Because Mr. Gore, unlike other spokespeople, unlike most prominent activists, disappears, pulling back behind the movie. The movie is a substitute for a speech, not the opportunity for more. Going after Al, they find themselves unable to focus on Mr. Love Canal-Union Lullabye-Evil Christmas Cards (If you don't know what I'm talking about, go ask Bob Somerby .) (Jonah Goldberg, in his own hacktacular way, launched a blistering attack on Al Gore's reminiscences on a teenage summer in France, as part of this flank attack.) Instead, they found themselves attacking the movie, attacking the science, attacking the scientists, and attacking that smiling figure that looks like Ike in the lab coat on the template.

The Republicans had already imperiled their relations with the scientific community on evolution, but that after all, isn't really the Republicans, that's our slightly tetched brother-in-law, the Christian Right. You understand, don't you? But now it's the main front, the corporate front, telling the scientific community, not 'you're Godless' (which most would agree with) but 'you're liars'.

The Eisenhower Dream is a vision in which Science and Church don't collide, where we're both the most religious country in the world and the most scientifically advanced, and we're heart-swellingly proud of both. And the Right has Photoshopped together the Godless College Liberals discussing Sartre and saying God is Dead with the hippies attacking weapons research, showing that Liberals hate BOTH Science and Religion. And the promise of the Eisenhower Dream is that, under the Right, you'll have both full churches filled with smiling families AND iPods, Plasma TV's, and the knowledge that we're ahead of everybody in Science.

But now the Republican Party is engaged in a full-bore attack on the scientific community.
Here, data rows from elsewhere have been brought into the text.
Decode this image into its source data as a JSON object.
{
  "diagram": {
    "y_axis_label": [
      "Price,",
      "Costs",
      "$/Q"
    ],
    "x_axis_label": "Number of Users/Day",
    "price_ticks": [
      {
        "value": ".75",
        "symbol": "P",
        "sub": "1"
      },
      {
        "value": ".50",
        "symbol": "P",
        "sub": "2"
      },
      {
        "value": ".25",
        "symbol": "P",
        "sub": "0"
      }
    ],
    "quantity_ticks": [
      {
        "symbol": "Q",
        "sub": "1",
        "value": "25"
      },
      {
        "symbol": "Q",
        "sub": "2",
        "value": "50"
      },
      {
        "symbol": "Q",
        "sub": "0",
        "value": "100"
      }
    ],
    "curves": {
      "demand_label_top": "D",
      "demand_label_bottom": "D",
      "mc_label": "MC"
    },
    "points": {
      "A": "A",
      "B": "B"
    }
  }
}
And they're attacking the scientific community exactly where it will anger them the most: You're wrong. You're inaccurate. Your work is shoddy and sloppy. You haven't thought this out properly. And, best of all, Shut Up.

They can't afford this: faced with the choice of having America become more Godless, or having America become a second rate country scientifically, there's no contest. The vast majority of Americans may dislike the former, but view the latter with something like dread. The only reason attacks on science are tolerated by the populace is the unconscious assumption that Science can take it. To actually make people afraid that we'll become an inferior country, a scientific backwater, where the big advances are things we read about happening elsewhere?
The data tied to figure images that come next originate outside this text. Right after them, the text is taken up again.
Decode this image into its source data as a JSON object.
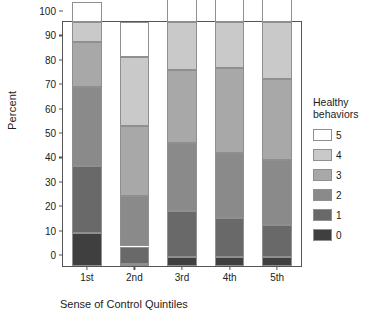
{
  "chart_data": {
    "type": "bar",
    "subtype": "stacked-percent",
    "title": "",
    "xlabel": "Sense of Control Quintiles",
    "ylabel": "Percent",
    "categories": [
      "1st",
      "2nd",
      "3rd",
      "4th",
      "5th"
    ],
    "ylim": [
      0,
      100
    ],
    "yticks": [
      0,
      10,
      20,
      30,
      40,
      50,
      60,
      70,
      80,
      90,
      100
    ],
    "grid": false,
    "legend_position": "right",
    "legend_title": "Healthy behaviors",
    "stack_order_bottom_to_top": [
      "0",
      "1",
      "2",
      "3",
      "4",
      "5"
    ],
    "series": [
      {
        "name": "0",
        "color": "#3f3f3f",
        "values": [
          13.5,
          0.8,
          3.5,
          3.5,
          3.5
        ]
      },
      {
        "name": "1",
        "color": "#696969",
        "values": [
          27.5,
          7.2,
          19.0,
          16.0,
          13.5
        ]
      },
      {
        "name": "2",
        "color": "#8a8a8a",
        "values": [
          32.5,
          20.5,
          28.0,
          27.0,
          26.5
        ]
      },
      {
        "name": "3",
        "color": "#a8a8a8",
        "values": [
          18.5,
          29.0,
          30.0,
          34.5,
          33.0
        ]
      },
      {
        "name": "4",
        "color": "#c9c9c9",
        "values": [
          8.0,
          28.0,
          19.5,
          19.0,
          23.5
        ]
      },
      {
        "name": "5",
        "color": "#ffffff",
        "values": [
          8.0,
          14.5,
          19.5,
          19.0,
          23.5
        ]
      }
    ],
    "cumulative_tops": [
      [
        13.5,
        41.0,
        73.5,
        92.0,
        100.0
      ],
      [
        0.8,
        8.0,
        28.5,
        57.5,
        85.5
      ],
      [
        3.5,
        22.5,
        50.5,
        80.5,
        100.0
      ],
      [
        3.5,
        19.5,
        46.5,
        81.0,
        100.0
      ],
      [
        3.5,
        17.0,
        43.5,
        76.5,
        100.0
      ]
    ]
  },
  "axes": {
    "y_title": "Percent",
    "x_title": "Sense of Control Quintiles",
    "y_ticks": [
      "100",
      "90",
      "80",
      "70",
      "60",
      "50",
      "40",
      "30",
      "20",
      "10",
      "0"
    ],
    "x_ticks": [
      "1st",
      "2nd",
      "3rd",
      "4th",
      "5th"
    ]
  },
  "legend": {
    "title_line1": "Healthy",
    "title_line2": "behaviors",
    "items": [
      {
        "label": "5",
        "color": "#ffffff"
      },
      {
        "label": "4",
        "color": "#c9c9c9"
      },
      {
        "label": "3",
        "color": "#a8a8a8"
      },
      {
        "label": "2",
        "color": "#8a8a8a"
      },
      {
        "label": "1",
        "color": "#696969"
      },
      {
        "label": "0",
        "color": "#3f3f3f"
      }
    ]
  },
  "colors": {
    "axis": "#555555",
    "segment_border": "#8f8f8f",
    "text": "#1c1c1c",
    "background": "#ffffff"
  }
}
That's death for the Republican Party for a generation.

And over and above this, it's the spectacle of the Right sneering at the melting glaciers, the drowning polar bears, the thawing permafrost, the rising water levels, attacking global warming the way they fight the War in Iraq: by smearing their critics, by shouting loudly over the radio, sitting in their air-conditioned rooms and denying there's a problem.

In this they're the 21st Century versions of King Cnut, declaring war on the sea (for all you wondering if my post title was a typo--more than a bit pedantic, but I like it, so screw y'all). To see them proudly going up and down along the eroding beach, brandishing their swords at the surf and shouting "Al Gore is a Liar!" would be funny--if it weren't for the fact that, this time, the war is real.